Thanks, Carl, for preparing a fascinating site and for allowing students to provide their own commentary on these advertisements. As a historian of medicine, and pharmacy in particular, this ad especially interests me. Maia is correct that medicine made some advances during the Scientific Revolution, along with better known astronomy and physics, but we shouldn’t overestimate those advances. Yes, William Harvey and others made important discoveries about the circulation of the blood that challenged Hippocratic-Galenic physiology, but Galen’s teachings on the four humors and medieval European and Arabic theories about the use of drugs to manipulate those humors persisted well into the 19th century in Europe and America.
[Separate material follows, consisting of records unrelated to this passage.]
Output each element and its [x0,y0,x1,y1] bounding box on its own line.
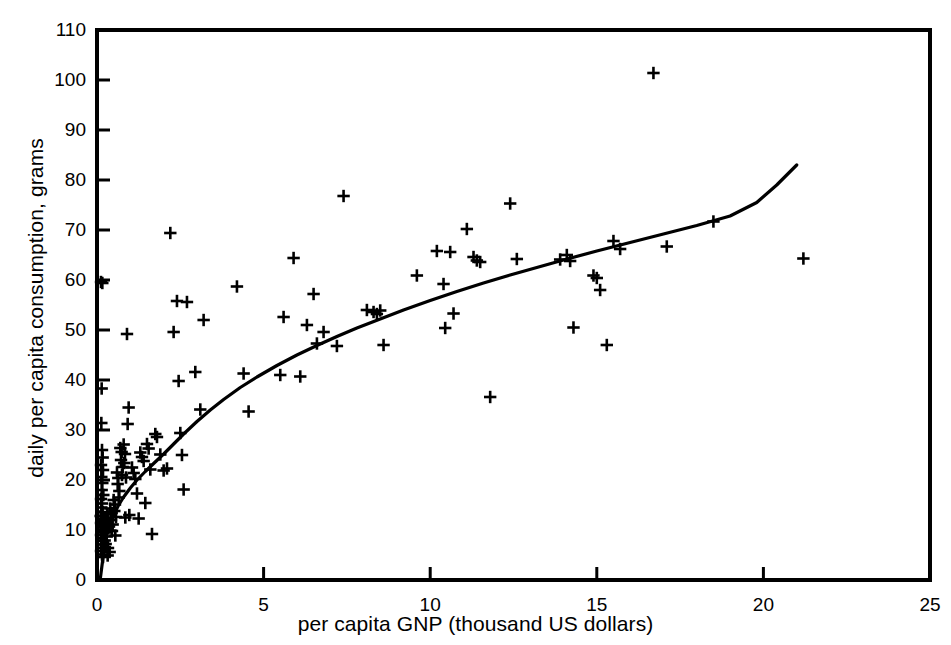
data-point-marker [122,401,134,413]
data-point-marker [237,367,249,379]
x-tick-label: 10 [400,594,460,616]
y-tick-label: 10 [40,519,86,541]
data-point-marker [151,431,163,443]
x-tick-label: 25 [900,594,951,616]
data-point-marker [437,278,449,290]
data-point-marker [121,328,133,340]
data-point-marker [197,314,209,326]
data-point-marker [294,370,306,382]
data-point-marker [431,245,443,257]
data-point-marker [177,483,189,495]
data-point-marker [307,288,319,300]
data-point-marker [172,375,184,387]
y-tick-label: 80 [40,169,86,191]
data-point-marker [129,473,141,485]
data-point-marker [121,418,133,430]
data-point-marker [461,223,473,235]
data-point-marker [131,487,143,499]
y-tick-label: 90 [40,119,86,141]
data-point-marker [164,227,176,239]
y-tick-label: 110 [40,19,86,41]
data-point-marker [317,326,329,338]
data-point-marker [447,307,459,319]
data-point-marker [594,284,606,296]
data-point-marker [337,190,349,202]
data-point-marker [144,463,156,475]
plot-frame [97,30,930,580]
data-point-marker [167,326,179,338]
data-point-marker [174,427,186,439]
plot-border [97,30,930,580]
y-tick-label: 20 [40,469,86,491]
data-point-marker [139,497,151,509]
data-point-marker [797,252,809,264]
data-point-markers [94,67,809,563]
data-point-marker [661,240,673,252]
data-point-marker [189,366,201,378]
data-point-marker [411,269,423,281]
data-point-marker [181,296,193,308]
data-point-marker [146,528,158,540]
data-point-marker [154,448,166,460]
fitted-trend-line [100,165,796,579]
y-tick-label: 50 [40,319,86,341]
y-tick-label: 60 [40,269,86,291]
data-point-marker [274,369,286,381]
data-point-marker [242,405,254,417]
data-point-marker [176,449,188,461]
y-tick-label: 100 [40,69,86,91]
x-tick-label: 15 [567,594,627,616]
y-tick-label: 70 [40,219,86,241]
data-point-marker [484,391,496,403]
data-point-marker [149,428,161,440]
data-point-marker [504,197,516,209]
x-tick-label: 20 [733,594,793,616]
data-point-marker [567,321,579,333]
data-point-marker [707,215,719,227]
data-point-marker [439,322,451,334]
y-tick-label: 30 [40,419,86,441]
scatter-chart-figure: per capita GNP (thousand US dollars) dai… [0,0,951,645]
x-tick-label: 0 [67,594,127,616]
data-point-marker [377,339,389,351]
data-point-marker [444,246,456,258]
plot-canvas [0,0,951,645]
y-tick-label: 0 [40,569,86,591]
x-axis-title: per capita GNP (thousand US dollars) [0,612,951,636]
data-point-marker [301,319,313,331]
data-point-marker [647,67,659,79]
data-point-marker [511,253,523,265]
data-point-marker [287,252,299,264]
y-axis-title: daily per capita consumption, grams [24,28,48,588]
trend-curve-path [100,165,796,579]
y-tick-label: 40 [40,369,86,391]
data-point-marker [277,311,289,323]
x-tick-label: 5 [234,594,294,616]
data-point-marker [331,340,343,352]
data-point-marker [231,280,243,292]
data-point-marker [601,339,613,351]
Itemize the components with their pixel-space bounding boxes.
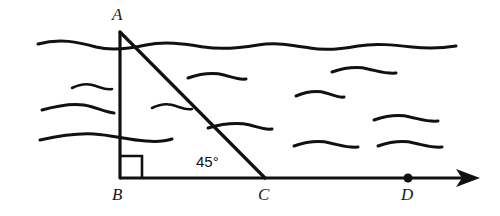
wave-squiggle <box>332 68 396 74</box>
wave-squiggle <box>374 116 438 122</box>
water-surface-wave <box>38 41 456 49</box>
wave-squiggle <box>42 104 114 113</box>
wave-squiggle <box>40 134 172 142</box>
right-angle-marker <box>120 156 142 178</box>
water-waves-group <box>38 41 456 147</box>
wave-squiggle <box>296 92 344 98</box>
vertex-label-b: B <box>112 186 122 203</box>
wave-squiggle <box>152 104 192 109</box>
vertex-label-a: A <box>112 6 122 23</box>
wave-squiggle <box>378 142 442 148</box>
vertex-label-c: C <box>258 186 269 203</box>
diagram-svg <box>0 0 500 216</box>
angle-label-45-degrees: 45° <box>196 154 219 169</box>
point-marker-D <box>404 174 413 183</box>
wave-squiggle <box>188 74 246 80</box>
geometry-diagram-canvas: A B C D 45° <box>0 0 500 216</box>
wave-squiggle <box>72 84 112 89</box>
wave-squiggle <box>294 142 358 148</box>
vertex-label-d: D <box>401 186 413 203</box>
triangle-group <box>120 32 480 187</box>
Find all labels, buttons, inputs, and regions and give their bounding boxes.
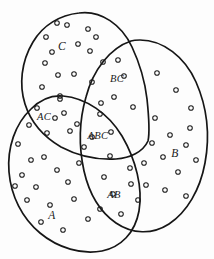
dot — [68, 129, 73, 134]
dot — [42, 155, 47, 160]
dot — [142, 161, 147, 166]
dot — [58, 97, 63, 102]
dot — [176, 170, 181, 175]
dot — [56, 73, 61, 78]
dot — [39, 220, 44, 225]
dot — [144, 183, 149, 188]
dot — [61, 228, 66, 233]
dot — [112, 95, 117, 100]
dot — [72, 72, 77, 77]
dot — [98, 112, 103, 117]
dot — [108, 154, 113, 159]
dot — [75, 122, 80, 127]
dot — [194, 158, 199, 163]
dot-group-b — [142, 71, 199, 199]
dot — [189, 106, 194, 111]
region-label-ac: AC — [36, 111, 52, 122]
dot — [150, 141, 155, 146]
dot — [77, 161, 82, 166]
set-a-outline — [9, 96, 140, 252]
region-label-ab: AB — [106, 189, 121, 200]
venn-diagram-canvas: C BC AC ABC B AB A — [0, 0, 214, 259]
dot — [66, 180, 71, 185]
dot — [161, 155, 166, 160]
dot — [29, 158, 34, 163]
dot — [184, 194, 189, 199]
dot — [27, 123, 32, 128]
dot — [119, 212, 124, 217]
region-label-abc: ABC — [86, 130, 109, 141]
region-label-b: B — [171, 147, 178, 159]
dot — [20, 173, 25, 178]
dot — [82, 145, 87, 150]
dot — [86, 217, 91, 222]
dot — [174, 88, 179, 93]
dot — [102, 175, 107, 180]
dot — [13, 184, 18, 189]
dot — [72, 197, 77, 202]
dot — [50, 50, 55, 55]
set-c-outline — [22, 13, 149, 160]
dot — [34, 185, 39, 190]
dot — [44, 35, 49, 40]
dot — [45, 131, 50, 136]
dot — [168, 133, 173, 138]
dot — [184, 143, 189, 148]
venn-diagram-svg: C BC AC ABC B AB A — [0, 0, 214, 259]
dot — [153, 116, 158, 121]
dot — [65, 23, 70, 28]
dot — [55, 21, 60, 26]
dot — [94, 35, 99, 40]
dot — [128, 166, 133, 171]
dot — [131, 105, 136, 110]
dot — [109, 130, 114, 135]
dot — [86, 27, 91, 32]
region-label-c: C — [58, 40, 66, 52]
dot — [43, 61, 48, 66]
dot — [116, 58, 121, 63]
dot — [53, 116, 58, 121]
dot — [129, 182, 134, 187]
dot — [155, 71, 160, 76]
dot — [163, 188, 168, 193]
dot — [62, 111, 67, 116]
dot — [35, 106, 40, 111]
dot — [25, 198, 30, 203]
dot — [188, 126, 193, 131]
dot — [99, 101, 104, 106]
dot — [48, 203, 53, 208]
dot — [16, 142, 21, 147]
dot — [76, 42, 81, 47]
dot — [55, 168, 60, 173]
region-label-bc: BC — [110, 73, 125, 84]
dot — [88, 49, 93, 54]
dot — [40, 85, 45, 90]
region-label-a: A — [47, 209, 56, 221]
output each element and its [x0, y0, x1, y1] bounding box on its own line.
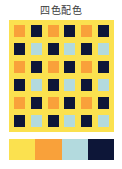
pattern-chip — [81, 97, 92, 109]
pattern-chip — [98, 115, 109, 127]
page-title: 四色配色 — [0, 5, 122, 17]
pattern-cell — [45, 58, 62, 76]
pattern-cell — [45, 112, 62, 130]
pattern-cell — [95, 94, 112, 112]
pattern-cell — [95, 40, 112, 58]
pattern-chip — [98, 25, 109, 37]
pattern-cell — [45, 94, 62, 112]
pattern-chip — [31, 43, 42, 55]
pattern-cell — [62, 58, 79, 76]
pattern-chip — [98, 79, 109, 91]
pattern-cell — [11, 58, 28, 76]
pattern-chip — [14, 25, 25, 37]
pattern-chip — [14, 97, 25, 109]
pattern-chip — [31, 25, 42, 37]
color-pattern-grid — [9, 20, 114, 132]
pattern-chip — [14, 79, 25, 91]
pattern-cell — [95, 76, 112, 94]
pattern-cell — [28, 58, 45, 76]
pattern-cell — [95, 112, 112, 130]
pattern-cell — [45, 22, 62, 40]
pattern-chip — [48, 97, 59, 109]
pattern-cell — [95, 22, 112, 40]
color-scheme-card: 四色配色 — [0, 0, 122, 169]
pattern-cell — [78, 58, 95, 76]
pattern-cell — [28, 40, 45, 58]
pattern-cell — [11, 76, 28, 94]
pattern-chip — [81, 79, 92, 91]
pattern-cell — [62, 76, 79, 94]
palette-swatch-orange[interactable] — [35, 139, 61, 160]
pattern-cell — [28, 22, 45, 40]
pattern-chip — [81, 61, 92, 73]
pattern-cell — [95, 58, 112, 76]
palette-swatch-navy[interactable] — [88, 139, 114, 160]
pattern-chip — [31, 115, 42, 127]
pattern-cell — [11, 22, 28, 40]
pattern-chip — [48, 115, 59, 127]
pattern-cell — [45, 76, 62, 94]
pattern-chip — [14, 61, 25, 73]
pattern-chip — [14, 43, 25, 55]
pattern-chip — [64, 79, 75, 91]
pattern-chip — [31, 79, 42, 91]
pattern-chip — [81, 43, 92, 55]
pattern-cell — [78, 112, 95, 130]
pattern-cell — [78, 40, 95, 58]
pattern-cell — [62, 112, 79, 130]
pattern-cell — [45, 40, 62, 58]
pattern-chip — [14, 115, 25, 127]
pattern-chip — [64, 97, 75, 109]
pattern-chip — [31, 97, 42, 109]
pattern-cell — [28, 94, 45, 112]
palette-swatch-light-blue[interactable] — [62, 139, 88, 160]
pattern-chip — [48, 61, 59, 73]
pattern-cell — [11, 112, 28, 130]
pattern-cell — [28, 112, 45, 130]
pattern-chip — [48, 79, 59, 91]
pattern-cell — [62, 94, 79, 112]
pattern-cell — [62, 22, 79, 40]
pattern-chip — [98, 61, 109, 73]
pattern-chip — [64, 115, 75, 127]
pattern-chip — [48, 25, 59, 37]
palette-strip — [9, 139, 114, 160]
pattern-chip — [81, 25, 92, 37]
pattern-chip — [64, 25, 75, 37]
pattern-chip — [64, 61, 75, 73]
pattern-chip — [81, 115, 92, 127]
pattern-cell — [78, 76, 95, 94]
pattern-cell — [11, 40, 28, 58]
pattern-chip — [48, 43, 59, 55]
pattern-cell — [28, 76, 45, 94]
pattern-chip — [98, 97, 109, 109]
pattern-chip — [98, 43, 109, 55]
pattern-cell — [78, 94, 95, 112]
pattern-cell — [11, 94, 28, 112]
palette-swatch-yellow[interactable] — [9, 139, 35, 160]
pattern-cell — [78, 22, 95, 40]
pattern-chip — [31, 61, 42, 73]
pattern-chip — [64, 43, 75, 55]
pattern-cell — [62, 40, 79, 58]
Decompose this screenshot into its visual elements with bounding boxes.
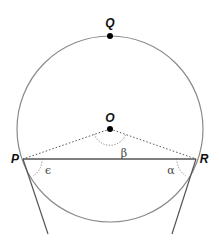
label-p: P (11, 152, 20, 166)
label-r: R (200, 152, 209, 166)
label-o: O (105, 111, 115, 125)
circle-diagram: Q O P R β ϵ α (0, 0, 219, 245)
label-epsilon: ϵ (45, 164, 51, 177)
angle-beta-arc (94, 134, 126, 145)
point-o (107, 126, 113, 132)
point-q (107, 33, 113, 39)
label-beta: β (121, 147, 127, 160)
angle-epsilon-arc (33, 159, 42, 176)
diagram-canvas: Q O P R β ϵ α (0, 0, 219, 245)
tangent-line-r (172, 159, 196, 234)
label-q: Q (105, 16, 115, 30)
angle-alpha-arc (177, 159, 186, 176)
radius-op (23, 129, 110, 159)
label-alpha: α (167, 164, 175, 177)
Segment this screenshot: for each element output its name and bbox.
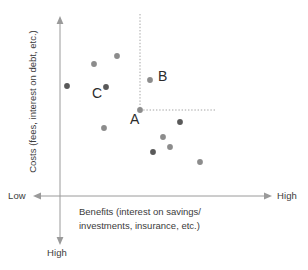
y-axis-high-label: High (47, 247, 67, 258)
y-axis-down-arrow-icon (57, 237, 64, 245)
y-axis (57, 16, 64, 245)
x-axis-title: Benefits (interest on savings/ investmen… (79, 205, 239, 232)
data-point-b (147, 77, 153, 83)
data-point (101, 125, 107, 131)
x-axis-high-label: High (277, 190, 297, 201)
data-point-c (103, 84, 109, 90)
x-axis (33, 193, 272, 200)
point-label-c: C (92, 86, 102, 100)
data-point (197, 159, 203, 165)
x-axis-left-arrow-icon (33, 193, 41, 200)
cost-benefit-scatter-chart: Low High High Costs (fees, interest on d… (0, 0, 308, 270)
scatter-points (64, 53, 203, 165)
data-point (64, 83, 70, 89)
y-axis-title: Costs (fees, interest on debt, etc.) (27, 14, 38, 190)
data-point (177, 119, 183, 125)
data-point (167, 144, 173, 150)
point-label-b: B (158, 69, 167, 83)
point-label-a: A (130, 112, 139, 126)
data-point (91, 61, 97, 67)
data-point (114, 53, 120, 59)
data-point (160, 134, 166, 140)
y-axis-up-arrow-icon (57, 16, 64, 24)
guide-lines (140, 14, 215, 110)
data-point (150, 149, 156, 155)
x-axis-title-line-2: investments, insurance, etc.) (79, 219, 239, 233)
x-axis-right-arrow-icon (264, 193, 272, 200)
x-axis-low-label: Low (8, 190, 26, 201)
x-axis-title-line-1: Benefits (interest on savings/ (79, 205, 239, 219)
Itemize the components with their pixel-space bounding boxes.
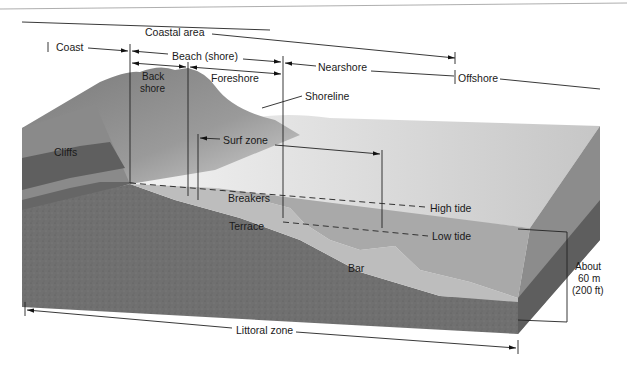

The medical schools of Philadelphia continued to teach Galenic “material medica” (pharmacology) into the 1840s.
This ad of 1766 shows that purveyors of medicines still valued “galenical” knowledge and assumed their customers would as well. And here, “galenical” probably refers only to the plant-based medicines, which were typical of Mediterranean and Western pharmacy: “Nutmegs, cloves, mace, cinnamon…” Though they sound exotic (or like a Thanksgiving dessert), Arabic and European pharmacists had used these spices as medicines since the 11th century, and every good apothecary would be expected to have them stocked.
What is new (or at least post-medieval) about this ad is the claim to “chymical” medicines: this term refers most likely only to those listed medicines of a geological or chemical nature: “copperas, allum, brimstone…” It was only in the 16th century that European pharmacists, most famously Paracelsus, pioneered the use of minerals in medicine and laid the foundations for modern chemistry. However, we shouldn’t assume too much modernity by the use of this word “chymical”, since it is essentially the same word as “alchemical” and the two were used interchangeably until the 19th century, when “chemistry” came to be seen as modern, and “alchemy” as outdated.
On the whole, this list of botanical and minerals medicines seems outdated by 1766, when Europeans and American colonists were turning increasingly to “indigenous and African knowledge”, as Kathleen Murphy demonstrates. Among the most famous products of this new (to Europeans) knowledge was quinine, derived from the Central American cinchona, and used to treat malaria to this day. One of the most important contributions of the Scientific Revolution and Enlightenment, at least as I’ve taught it to Maia, is the construction of an attitude of openness to new ideas and products, and to the possibility that non-European societies (or at least non-Western places) have something to add to the sum of knowledge beyond what Europeans had inherited from Antiquity and the Middle Ages.